Tomorrow, you will receive $500 cash. Please purchase a bus ticket to Beatty, Nevada. Someone will meet you and drive you to your final destination in Rhyolite, Nevada. When you arrive, you will get further instructions. It will be best if you arrive in Rhyolite by noon on August 15.”  

Tim stared at the letter. It was an easy decision and one he was fully prepared to take. He would do it. He would do whatever he could to prolong his life. He’d eaten raw goat gut for two weeks because one of the patients at the hospice told him it was good for AIDS. He had traveled to Mexico to see a doctor that promised a cure. Only to return sicker than ever with ‘Montezuma’s Revenge’.

But he decided he wouldn’t take the bus. He spent the $500 on a used Harley and packed some clothes and a months supply of medication into a leather backpack and rode off to chase a cure. A miracle. A dream.

And he ended up in the driest town in America.

Tim looked down and realized he had finished the first bottle of water. He stood up to throw it away when a weather beaten bus pulled up. Two people stepped down from the bus. A young woman, a good looker, Tim thought. And an old man. They both looked around for a minute when the bus pulled away. The girl walked straight past him and went into the store. Tim could hear her asking if they carried bottled water.

The old man stood next to the building and pulled out a folded piece of paper. He opened it and glanced around. Even from the fifty feet that separated them, Tim could see it was the same letter he had received. The girl came out of the store, carrying a bag with several bottles of water. She too had a letter in her hand.

The three strangers exchanged looks. What was going on?



[This message has been edited by Poet deVine (edited 06-16-2000).]

© Copyright 2000 Poet deVine - All Rights Reserved
LoveBug
Deputy Moderator 5 Tours
Moderator
Member Elite
since 2000-01-08
Posts 4697

1 posted 2000-06-16 01:13 AM


PDV, this is a wonderful tale. I'm anxously awating part 3!  

 "We are all in the gutter, but some of us are looking at the stars." -Oscar Wilde

Munda
Member Elite
since 1999-10-08
Posts 3544
The Hague, The Netherlands
2 posted 2000-06-16 04:54 PM


You leave the reader indeed "wondering what is going on". Enjoyed this as much as part one.
Angel
Senior Member
since 1999-07-02
Posts 551
Pennsylvania
3 posted 2000-06-16 07:37 PM


This was so great..but now I want to know!
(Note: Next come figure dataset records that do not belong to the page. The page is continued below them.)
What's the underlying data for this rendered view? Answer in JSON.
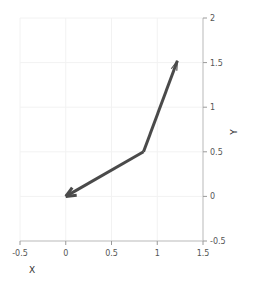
{
  "chart_data": {
    "type": "line",
    "title": "",
    "xlabel": "X",
    "ylabel": "Y",
    "xlim": [
      -0.5,
      1.5
    ],
    "ylim": [
      -0.5,
      2.0
    ],
    "xticks": [
      -0.5,
      0,
      0.5,
      1,
      1.5
    ],
    "xticklabels": [
      "-0.5",
      "0",
      "0.5",
      "1",
      "1.5"
    ],
    "yticks": [
      -0.5,
      0,
      0.5,
      1,
      1.5,
      2
    ],
    "yticklabels": [
      "-0.5",
      "0",
      "0.5",
      "1",
      "1.5",
      "2"
    ],
    "grid": true,
    "legend": null,
    "yaxis_position": "right",
    "xaxis_position": "bottom",
    "series": [
      {
        "name": "vector-1",
        "type": "arrow",
        "tail": [
          0.85,
          0.5
        ],
        "head": [
          0.0,
          0.0
        ],
        "color": "#4a4a4a",
        "linewidth": 3.0,
        "arrowhead": "thick"
      },
      {
        "name": "vector-2",
        "type": "arrow",
        "tail": [
          0.85,
          0.5
        ],
        "head": [
          1.22,
          1.52
        ],
        "color": "#4a4a4a",
        "linewidth": 3.0,
        "arrowhead": "thin"
      }
    ],
    "x": [
      0.0,
      0.85,
      1.22
    ],
    "y": [
      0.0,
      0.5,
      1.52
    ]
  },
  "style": {
    "line_color": "#4a4a4a",
    "grid_color": "#f2f2f2",
    "spine_color": "#bfbfbf",
    "tick_color": "#9a9a9a",
    "tick_label_color": "#555555",
    "axis_title_color": "#333333",
    "background": "#ffffff"
  }
}
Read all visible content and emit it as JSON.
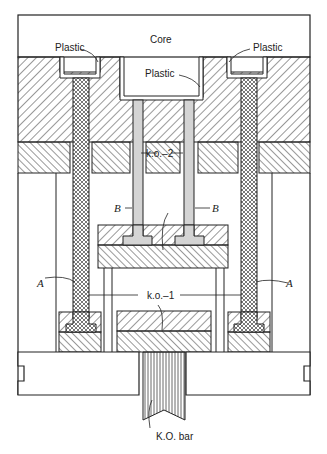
{
  "figure": {
    "labels": {
      "core": "Core",
      "plastic_left": "Plastic",
      "plastic_center": "Plastic",
      "plastic_right": "Plastic",
      "ko2": "k.o.–2",
      "ko1": "k.o.–1",
      "b_left": "B",
      "b_right": "B",
      "a_left": "A",
      "a_right": "A",
      "ko_bar": "K.O. bar"
    },
    "colors": {
      "line": "#222222",
      "background": "#ffffff",
      "pin_gray": "#d4d4d4"
    }
  }
}
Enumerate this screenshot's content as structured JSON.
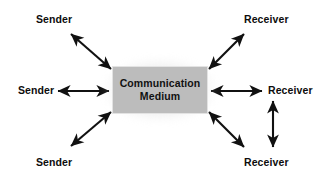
{
  "diagram": {
    "type": "communication-model",
    "canvas": {
      "width": 326,
      "height": 181,
      "background": "#ffffff"
    },
    "center_node": {
      "label": "Communication\nMedium",
      "line1": "Communication",
      "line2": "Medium",
      "fill_color": "#bcbcbc",
      "border_color": "#e3e3e3",
      "text_color": "#111111",
      "x": 112,
      "y": 66,
      "width": 96,
      "height": 48
    },
    "senders": [
      {
        "id": "sender-top-left",
        "label": "Sender",
        "x": 36,
        "y": 14,
        "align": "left"
      },
      {
        "id": "sender-middle-left",
        "label": "Sender",
        "x": 18,
        "y": 85,
        "align": "left"
      },
      {
        "id": "sender-bottom-left",
        "label": "Sender",
        "x": 36,
        "y": 157,
        "align": "left"
      }
    ],
    "receivers": [
      {
        "id": "receiver-top-right",
        "label": "Receiver",
        "x": 244,
        "y": 14,
        "align": "left"
      },
      {
        "id": "receiver-middle-right",
        "label": "Receiver",
        "x": 268,
        "y": 85,
        "align": "left"
      },
      {
        "id": "receiver-bottom-right",
        "label": "Receiver",
        "x": 244,
        "y": 157,
        "align": "left"
      }
    ],
    "connectors": [
      {
        "id": "connector-sender-top-left",
        "style": "double-headed-arrow",
        "from": [
          70,
          33
        ],
        "to": [
          112,
          70
        ],
        "color": "#111111"
      },
      {
        "id": "connector-sender-middle-left",
        "style": "double-headed-arrow",
        "from": [
          57,
          91
        ],
        "to": [
          110,
          91
        ],
        "color": "#111111"
      },
      {
        "id": "connector-sender-bottom-left",
        "style": "double-headed-arrow",
        "from": [
          70,
          147
        ],
        "to": [
          112,
          111
        ],
        "color": "#111111"
      },
      {
        "id": "connector-receiver-top-right",
        "style": "double-headed-arrow",
        "from": [
          208,
          70
        ],
        "to": [
          245,
          33
        ],
        "color": "#111111"
      },
      {
        "id": "connector-receiver-middle-right",
        "style": "double-headed-arrow",
        "from": [
          210,
          91
        ],
        "to": [
          262,
          91
        ],
        "color": "#111111"
      },
      {
        "id": "connector-receiver-bottom-right",
        "style": "double-headed-arrow",
        "from": [
          208,
          111
        ],
        "to": [
          245,
          148
        ],
        "color": "#111111"
      },
      {
        "id": "connector-receiver-vertical",
        "style": "double-headed-arrow",
        "from": [
          273,
          100
        ],
        "to": [
          273,
          148
        ],
        "color": "#111111"
      }
    ]
  }
}
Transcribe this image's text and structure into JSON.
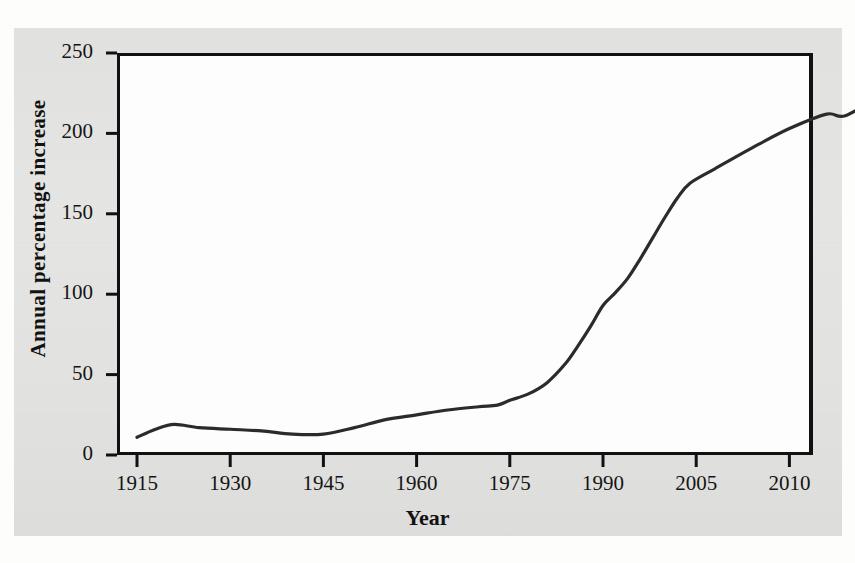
{
  "figure": {
    "background_color": "#e4e4e2",
    "plot_background_color": "#fdfdfd",
    "line_color": "#2b2b2b",
    "axis_color": "#111111"
  },
  "chart_data": {
    "type": "line",
    "title": "",
    "xlabel": "Year",
    "ylabel": "Annual percentage increase",
    "xtick_labels": [
      "1915",
      "1930",
      "1945",
      "1960",
      "1975",
      "1990",
      "2005",
      "2010"
    ],
    "ytick_labels": [
      "0",
      "50",
      "100",
      "150",
      "200",
      "250"
    ],
    "ylim": [
      0,
      250
    ],
    "grid": false,
    "legend": null,
    "series": [
      {
        "name": "Annual percentage increase",
        "points": [
          [
            1915,
            11
          ],
          [
            1918,
            16
          ],
          [
            1921,
            19
          ],
          [
            1925,
            17
          ],
          [
            1930,
            16
          ],
          [
            1935,
            15
          ],
          [
            1940,
            13
          ],
          [
            1945,
            13
          ],
          [
            1950,
            17
          ],
          [
            1955,
            22
          ],
          [
            1960,
            25
          ],
          [
            1965,
            28
          ],
          [
            1970,
            30
          ],
          [
            1973,
            31
          ],
          [
            1975,
            34
          ],
          [
            1978,
            38
          ],
          [
            1981,
            45
          ],
          [
            1984,
            57
          ],
          [
            1986,
            68
          ],
          [
            1988,
            80
          ],
          [
            1990,
            93
          ],
          [
            1992,
            101
          ],
          [
            1994,
            110
          ],
          [
            1996,
            122
          ],
          [
            1998,
            135
          ],
          [
            2000,
            148
          ],
          [
            2002,
            160
          ],
          [
            2004,
            169
          ],
          [
            2006,
            178
          ],
          [
            2008,
            191
          ],
          [
            2010,
            203
          ],
          [
            2012,
            212
          ],
          [
            2013,
            211
          ],
          [
            2015,
            224
          ]
        ]
      }
    ]
  }
}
Anxiously awaiting the third installment  

~Susie


 "If we could read the secret history of our enemies, we should find in each man's life sorrow and suffering enough to disarm all hostility."
~Henry Wadsworth Longfellow "Driftwood"


Lone Wolf
Member Ascendant
since 2000-03-16
Posts 5842
Lansing, MI USA
4 posted 2000-06-17 07:44 PM


Great story!!  Had me hanging on every word here.  Cannot wait to find out what happens next.  

LW


Friends are friend forever if the Lord's the Lord of them and a friend will not say never cause the welcome will not end.
--Michael W. Smith

Janet Marie
Member Laureate
since 2000-01-22
Posts 18554

5 posted 2000-06-18 01:22 AM


Sharon you do this SO WELL!!
I love how you changed it to his point of view for part 2...
this just holds the reader
and you write so much emotional detail and imagery
as well as the setting.
i feel like i know this guy you write him so well
keep em coming prose gator  
jm

Christopher
Moderator
Member Rara Avis
since 1999-08-02
Posts 8296
Purgatorial Incarceration
6 posted 2000-06-18 01:40 AM


Alright Lady!

You're weaving a masterful suspense here Sharon! I'm being sucked in more and more with each line. I like how you shifted narrative views from the lady first then to this guy. Creative!

I am also very impressed with your telling of the man's past. It didn't sound like a recital, but you did get the point across! Impressive!